Wednesday, February 20, 2008

Campaign to Reduce Paper: Change the Margins

The Campaign To Change the Margins:

Tamara Krinsky has devised an elegantly simple campaign that should warm the heart of anyone trying to promote sustainable living: reduce the default margin setting on your word-processing program. She has helpfully tallied up some of the environmental benefits if every American reduced the margin setting to .75" on all sides of their documents (from the current default of 1.25").

we would save:

-6,156,000 trees

-9,840,368 million British thermal units (Btus), which is enough energy to provide power to 108,136 homes

- 1,459,535,366 pounds of greenhouse gas emissions, which is equivalent to the emissions of 132,528 cars

-584,396,539 lbs of solid waste, which is the equivalent of 20,871 fully loaded garbage trucks

- 4.8 billion gallons wastewater, which is enough to fill 7,408 Olympic-sized swimming pools

Comment:
Tamara Krinsky's site should serve as a model for those trying to devise green campaigns. She has a very specific proposal that could not be simpler to implement. It will yield significant cost savings in addition to the environmental benefits. It does away with a usually invisible form of waste, for which there is no benefit: having extra white space surrounding your documents does nothing to improve them, and eliminating it will not affect any conceivable performance measure.

She has also focused on a handful of corporate and institutional targets who could serve as a first wave in the widespread adoption of this measure. Her site includes a petition to Microsoft to adjust the default settings on their software, which would probably accomplish the goals of her campaign without the necessity of persuading a single word-processor--for how many people would go back and change the settings? Until then, however, it is up to us to put in place her excellent recommendations and spread the word to our friends and colleagues.

See Change the Margins for more on the benefits of reducing the margins on your documents.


EXERCISE REQUIREMENTS: Although the data holds pictures, return only the lines from the one containing "Screen is 1024" to the end, exactly, and without them.

Dataset excerpts
╭──

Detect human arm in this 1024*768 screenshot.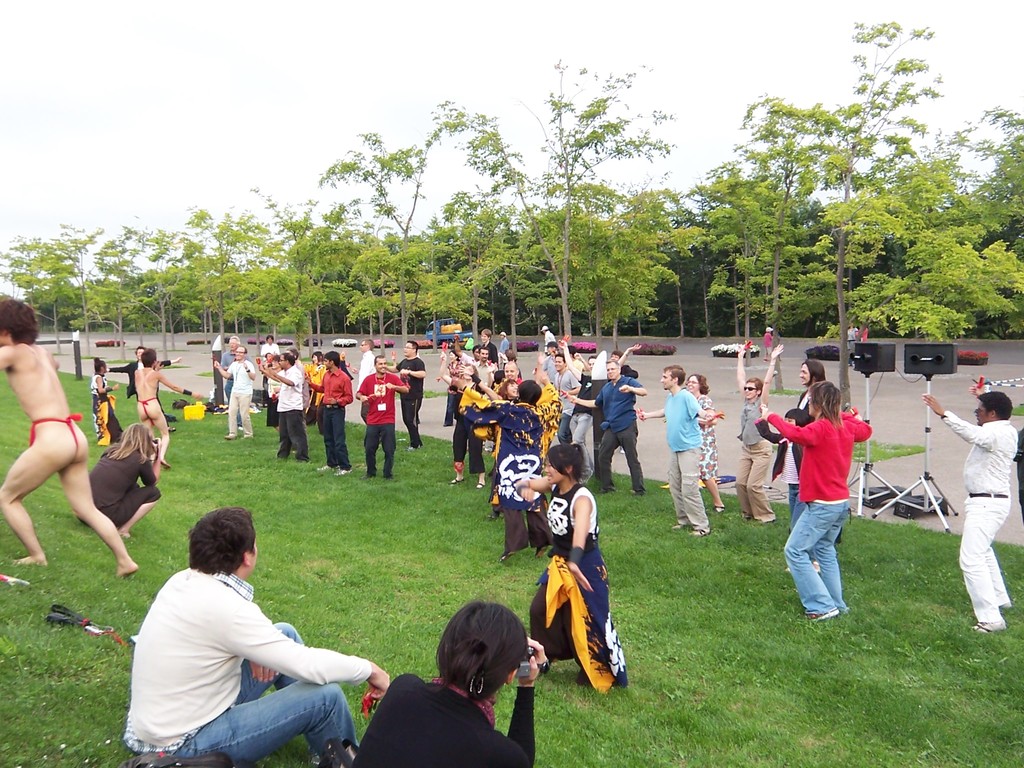
Detection: box=[687, 395, 718, 425].
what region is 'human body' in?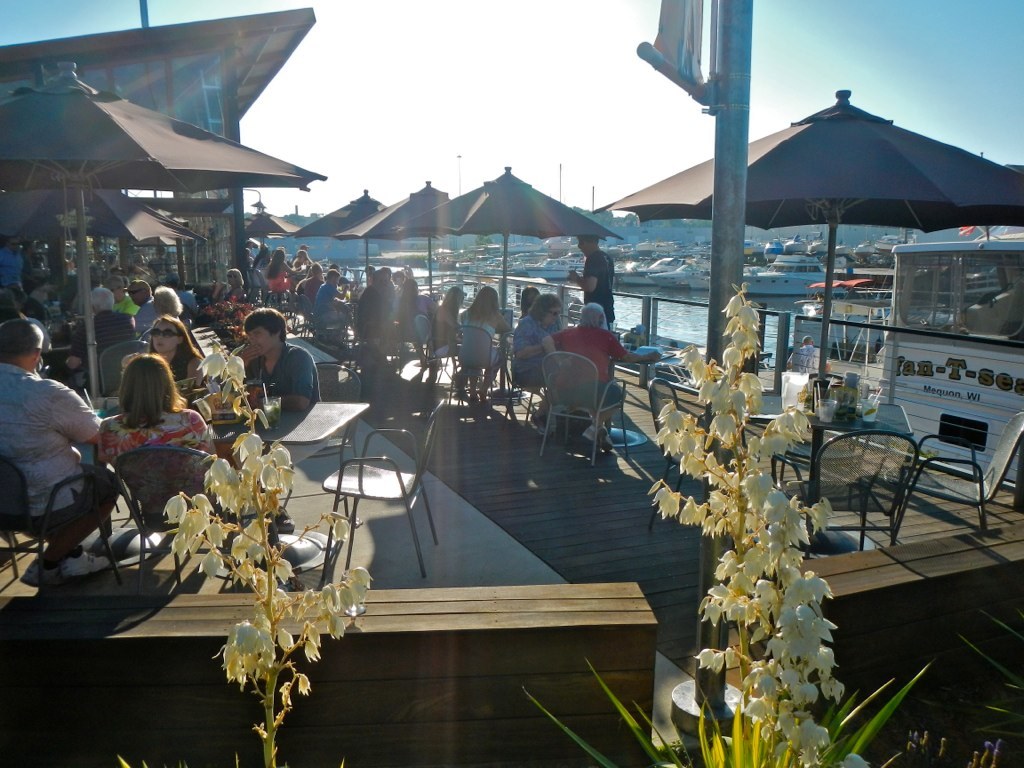
<box>1,306,117,575</box>.
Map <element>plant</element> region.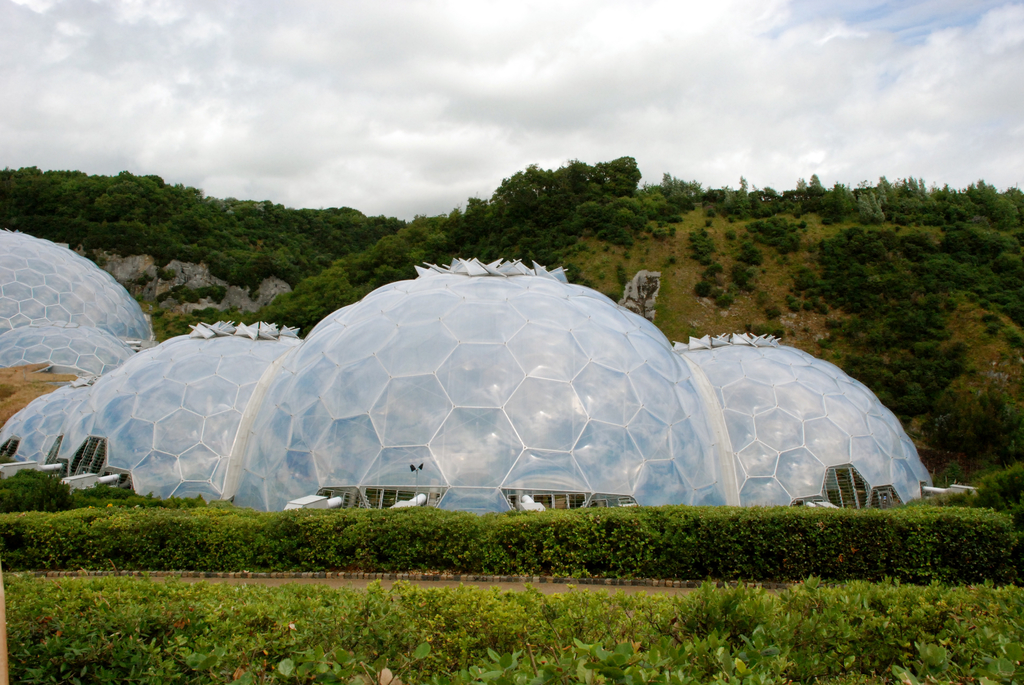
Mapped to locate(643, 249, 648, 253).
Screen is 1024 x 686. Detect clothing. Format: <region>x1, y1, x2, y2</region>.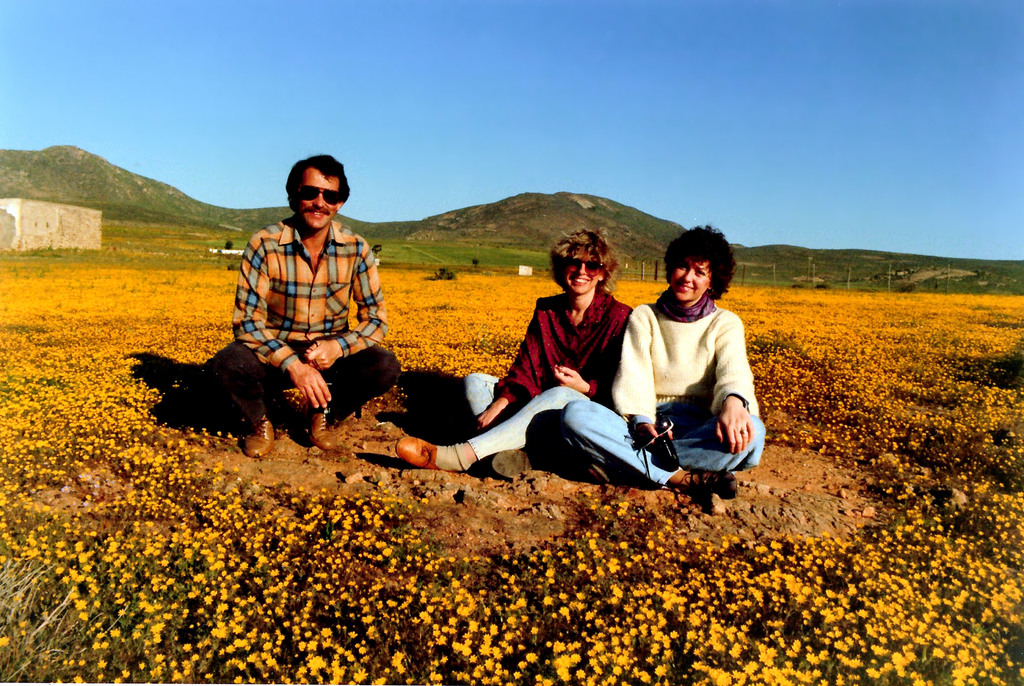
<region>564, 291, 768, 516</region>.
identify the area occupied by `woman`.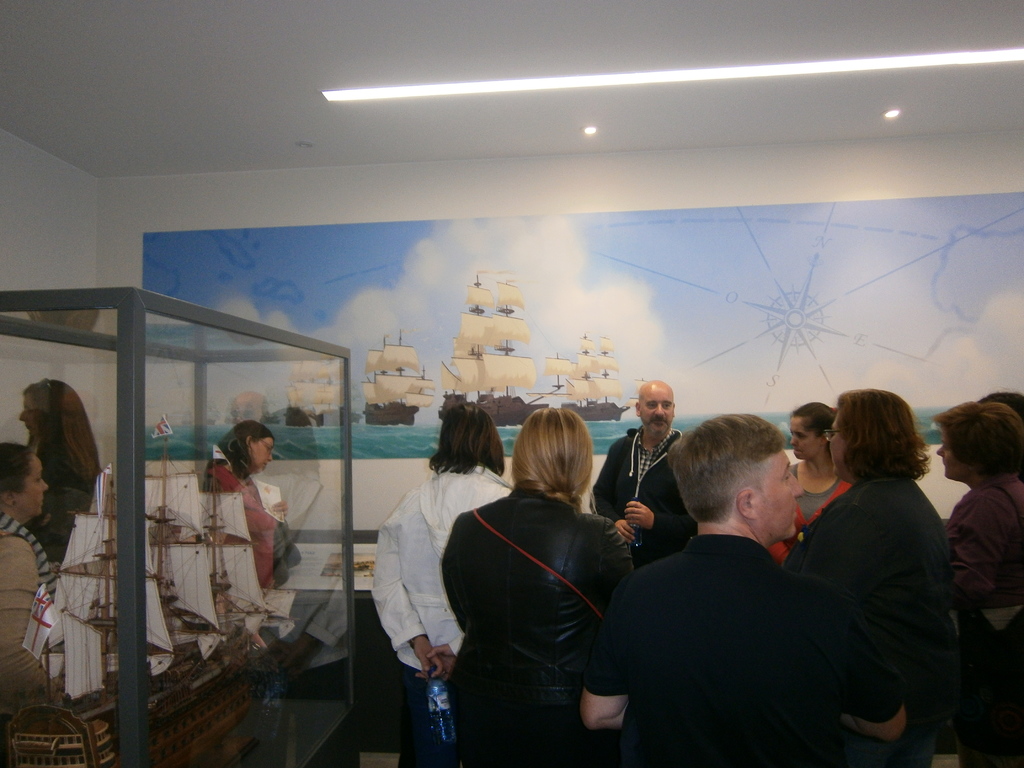
Area: <box>8,376,109,558</box>.
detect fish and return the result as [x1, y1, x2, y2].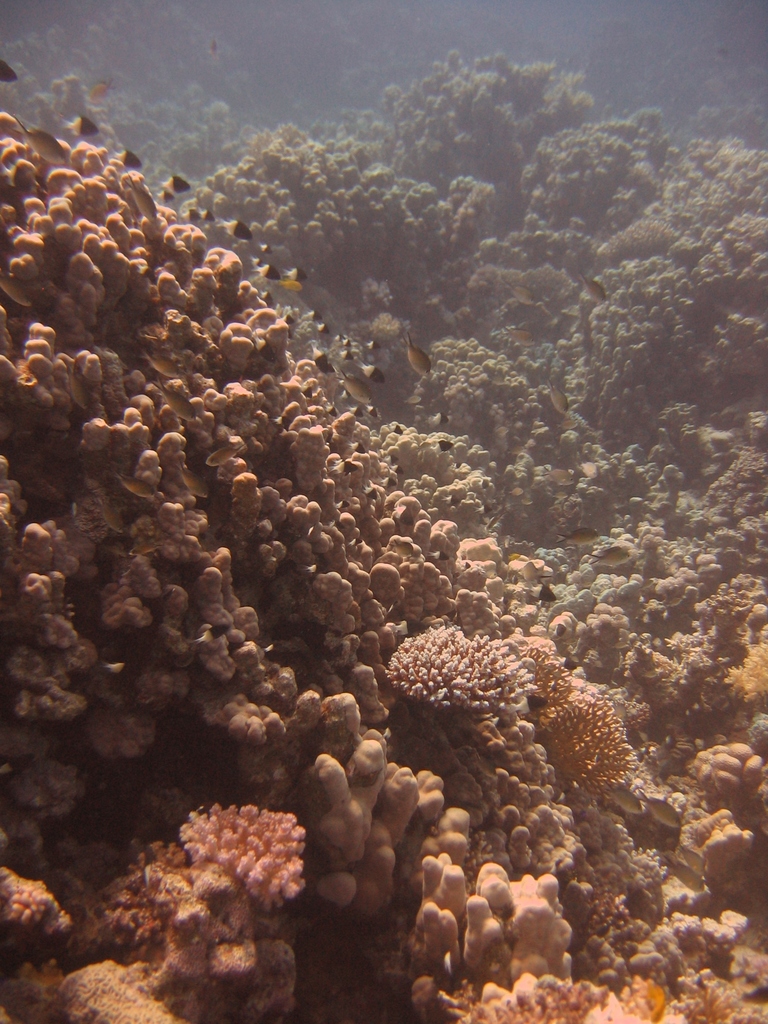
[408, 335, 429, 378].
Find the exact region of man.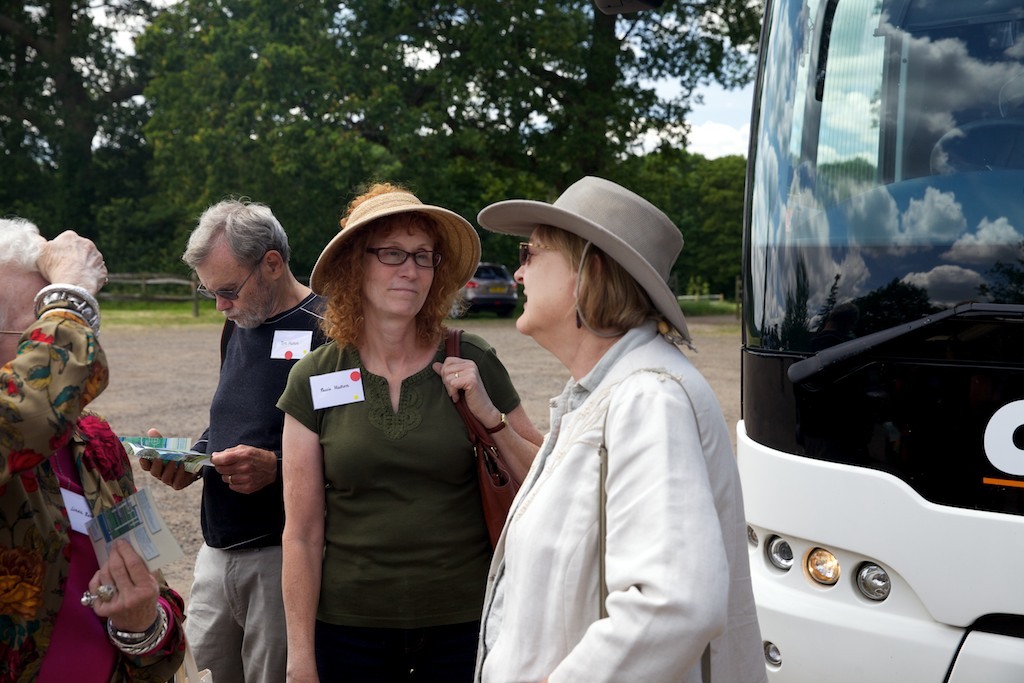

╰──

OUTPUT OF THE EXERCISE:
Screen is 1024 x 686. Detect clothing. Format: <region>x1, y1, x2, y2</region>.
<region>564, 291, 768, 516</region>.
identify the area occupied by `woman`.
Area: <box>8,376,109,558</box>.
detect fish and return the result as [x1, y1, x2, y2].
[408, 335, 429, 378].
Find the exact region of man.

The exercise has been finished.